The news that a trade union and its partners in the National Dialogue Quartet in Tunisia had been selected for the Nobel Peace Prize was heartening for all of us who believe in peaceful political processes to advance social and economic justice.

As the founder of a trade union of two-million women informal workers in India called the Self-Employed Women’s Association (SEWA), I was deeply distressed when I heard that Tarek el-Tayeb Mohamed Bouazizi, a Tunisian street vendor, set himself on fire on 17 December 2010 to protest the confiscation of his wares by a municipal official and her aides as part of an on-going campaign of harassment and humiliation inflicted on him and other street vendors.
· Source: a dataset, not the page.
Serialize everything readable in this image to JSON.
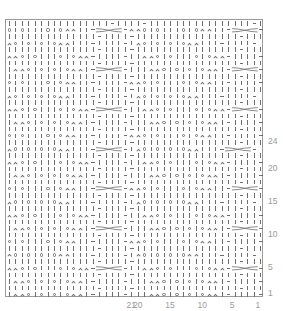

Street vendors face confiscation of their goods and eviction from their natural markets on a daily basis around the world.

The fact that Mohamed Bouazizi’s act helped catalyze wider protests against injustice that led to the Tunisian Revolution and the Arab Spring gave me both hope and concern: hope because the powerless were being empowered to protest; concern that the protests would only lead to violence, not to peaceful negotiations and outcomes.

As a Gandhian, I watched the relatively peaceful transition in Tunisia with great interest – hoping to learn from Tunisia how it managed its transition or revolution. And I was overjoyed when the trade union and its partners in the National Dialogue Quartet won the Nobel Peace Prize.

The quartet comprises four organizations: the Tunisian General Labor Union; the Tunisian Confederation of Industry, Trade and Handicrafts; the Tunisian Human Rights League; and the Tunisian Order of Lawyers. But the Norwegian Nobel Committee emphasized that the prize “is awarded to this quartet, not to the four individual organizations as such.”

The Tunisian General Labour Union’s leadership created a common front by collaborating with lawyers, traders, and industry – all parts of the economy – informal and formal, poor and rich – to move towards both, peace and freedom. The method of protesting and negotiating by the trade union was peaceful dialogues and public demonstration. It was not only a symbolic protest fueled by social media but went far further and brought elections and democracy to Tunisia.

The efforts of the Tunisian Confederation of Industry, Trade, and Handicraft (the labour union’s other partner) have been multidisciplinary and international. It addressed the everyday politics of peace where thousands were being denied the right to decent work and honest labor. Without decent work and honest labor, there cannot be peace or freedom.

The Tunisian Human Rights League and the Tunisian Order of Lawyers showed that collaboration and cooperation work as much as competition. What is in our common interest can at times be far more important than what is in our individual interest. Such loss of commons—social, political, economic, natural, or even emotional—cannot be suffered too long if a peaceful society is to be created and sustained.

The approach of the National Dialogue Quartet, comprised of these four organizations, was of “co-creation”: that is, jointly creating a positive and prosperous future for all. The results were a jointly-owned constitution and a wide range of new democratic institutions essential for maintaining freedom. 

The dialogue by the Quartet was firmly established in the public domain and reflected the rising demand of the poor and citizens for the state to address the economic and political ills of society.

Peaceful political protests and processes are what Mahatma Gandhi preached and practiced as he led the fight for Indian’s Independence from British rule. They are as relevant and necessary today as then in struggles for political freedom and economic freedom: what Gandhi-ji referred to as the First and Second Freedoms.